Wells Fargo CEO Tim Sloan said last year that a wholesale makeover of his board would be “crazy.” Well, now it’s happening.
The Federal Reserve last week barred the nation’s third-largest lender from getting bigger and said the bank will replace four unspecified directors by the end of 2018.
They’re the latest aftershocks of a bogus-accounts scandal that continues to haunt the firm as new allegations of consumer harm emerge.
Four directors have been added since September and, by year’s end, half of the 16-member board will have joined since Sloan said last April that an immediate overhaul would be “absolutely irresponsible.”
That day of reckoning can’t come soon enough for some prominent detractors. Former Treasury Secretary Larry Summers this week questioned why the departing directors aren’t leaving immediately “with an element of humiliation.”

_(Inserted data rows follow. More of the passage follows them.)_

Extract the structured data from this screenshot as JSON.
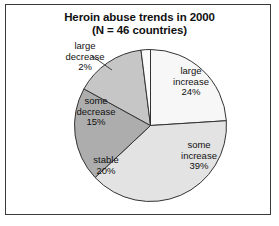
{
  "chart_data": {
    "type": "pie",
    "title": "Heroin abuse trends in 2000",
    "subtitle": "(N = 46 countries)",
    "xlabel": "",
    "ylabel": "",
    "legend_position": "none",
    "grid": false,
    "units": "percent",
    "total_label": "N = 46 countries",
    "start_angle_deg": 0,
    "direction": "clockwise",
    "categories": [
      "large increase",
      "some increase",
      "stable",
      "some decrease",
      "large decrease"
    ],
    "values": [
      24,
      39,
      20,
      15,
      2
    ],
    "value_labels": [
      "24%",
      "39%",
      "20%",
      "15%",
      "2%"
    ],
    "colors": [
      "#f7f7f7",
      "#e3e3e3",
      "#adadad",
      "#c6c6c6",
      "#fbfbfb"
    ],
    "slices": [
      {
        "name": "large increase",
        "value": 24,
        "value_label": "24%",
        "color": "#f7f7f7",
        "label_line1": "large",
        "label_line2": "increase",
        "label_placement": "inside"
      },
      {
        "name": "some increase",
        "value": 39,
        "value_label": "39%",
        "color": "#e3e3e3",
        "label_line1": "some",
        "label_line2": "increase",
        "label_placement": "inside"
      },
      {
        "name": "stable",
        "value": 20,
        "value_label": "20%",
        "color": "#adadad",
        "label_line1": "stable",
        "label_line2": "",
        "label_placement": "inside"
      },
      {
        "name": "some decrease",
        "value": 15,
        "value_label": "15%",
        "color": "#c6c6c6",
        "label_line1": "some",
        "label_line2": "decrease",
        "label_placement": "inside"
      },
      {
        "name": "large decrease",
        "value": 2,
        "value_label": "2%",
        "color": "#fbfbfb",
        "label_line1": "large",
        "label_line2": "decrease",
        "label_placement": "outside"
      }
    ]
  },
  "figure": {
    "border_color": "#3a3a3a",
    "background": "#ffffff",
    "outline_color": "#333333"
  }
}
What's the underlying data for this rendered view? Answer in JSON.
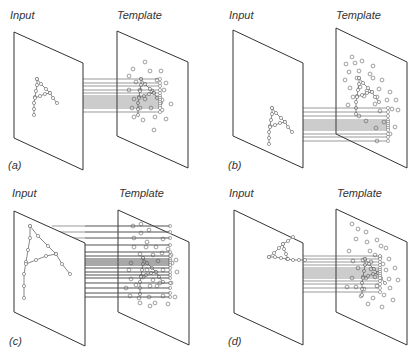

Arati Randolph, a spokeswoman for San Francisco-based Wells Fargo, declined to comment.
Senator Warren has demanded the ouster of board members who presided over the bank when employees created millions of fake accounts.
The Massachusetts Democrat pressed former Fed Chair Yellen and her successor, Jerome Powell, to hold the firm accountable during nine separate discussions over the past 18 months, according to a person with knowledge of the matter.
‘Holy Hell’
California State Treasurer John Chiang, who’s on the boards of the state’s biggest pension funds, promised this week “to raise holy hell” if four longtime Wells Fargo directors -- Federico F. Peña, John D. Baker II, Lloyd H. Dean, and Enrique Hernandez Jr. -- aren’t gone before the bank’s annual meeting, which is typically in April. The men didn’t return calls or declined to comment.
All four once served on the board’s risk committee. Only Hernandez is still on the panel, though he’s no longer committee chair.
All are on Wells Fargo’s corporate responsibility committee, which is charged with monitoring the bank’s reputation.
Proxy-advisory firm Institutional Shareholder Services Inc. opposed those four directors and eight others during last year’s shareholder vote.
ISS’s recommendations would have left the bank with just three directors, which Sloan deemed “crazy” in an April interview at Bloomberg headquarters.
He said it would be “a mistake” if any of the nominees for last year’s meeting received less than an “overwhelming majority of the vote.”
Since then, low shareholder support, a review of the board, and political and regulatory pressure have changed the story.
Hernandez, the chairman and CEO of Inter-Con Security Systems Inc., is the longest-serving member, having joined the board in 2003. He’s also on the boards of McDonald’s Corp. and Chevron Corp. About 53% of the bank’s shareholders voted for him last year.
That compares with at least 90% for most S&P 500 directors, according to Equilar Inc.
Peña, a former U.S. energy and transportation secretary who joined the board in 2011, got 54% support from shareholders last year. Dean, CEO of hospital operator Dignity Health, has been on Wells Fargo’s board since 2005. He’s also a director at McDonald’s. About 62% of votes were cast for him last year. Baker, CEO of FRP Holdings Inc. and a Wells Fargo board member since 2009, received almost 70%.
The New York State Common Retirement Fund, which owns 13.9 million Wells Fargo shares, will vote against all incumbents, said Matthew Sweeney, a spokesman for state Comptroller Thomas DiNapoli, the pension fund’s sole trustee.
“Elizabeth Warren brought up some valid points about the board,” said Steve Eisman, a money manager at Neuberger Berman who famously bet against subprime home mortgages before the financial crisis.
He’s shorting Wells Fargo for what he describes as a “culture problem.”
Wells Fargo shares tumbled 14% this week in New York trading, the largest four-day drop since August 2011. The stock is the worst performer this year in the 24-company KBW Bank Index.
‘Very Forthcoming’
Parnassus Investments CEO Jerome L. Dodson, whose firm holds 15.3 million shares, said he’s met with Sloan twice and once with Wells Fargo Chair Betsy Duke since September 2016, when the bank settled with federal regulators over the fake accounts.
The meetings helped convince him that Wells Fargo is heading in the right direction, but the Fed’s rebuke forced his firm to reconsider how many shares it should continue to own, he said.
“We’re not sure how we’ll come out on this,” Dodson said.
John Taylor, CEO of National Community Reinvestment Coalition and an outside adviser to Wells Fargo, said bank executives have been “very forthcoming” about the problems they intend to fix.
Taylor is part of Wells Fargo’s Stakeholder Advisory Council, a group the lender started in December.
“They didn’t try to explain away any of their missteps,” Taylor said.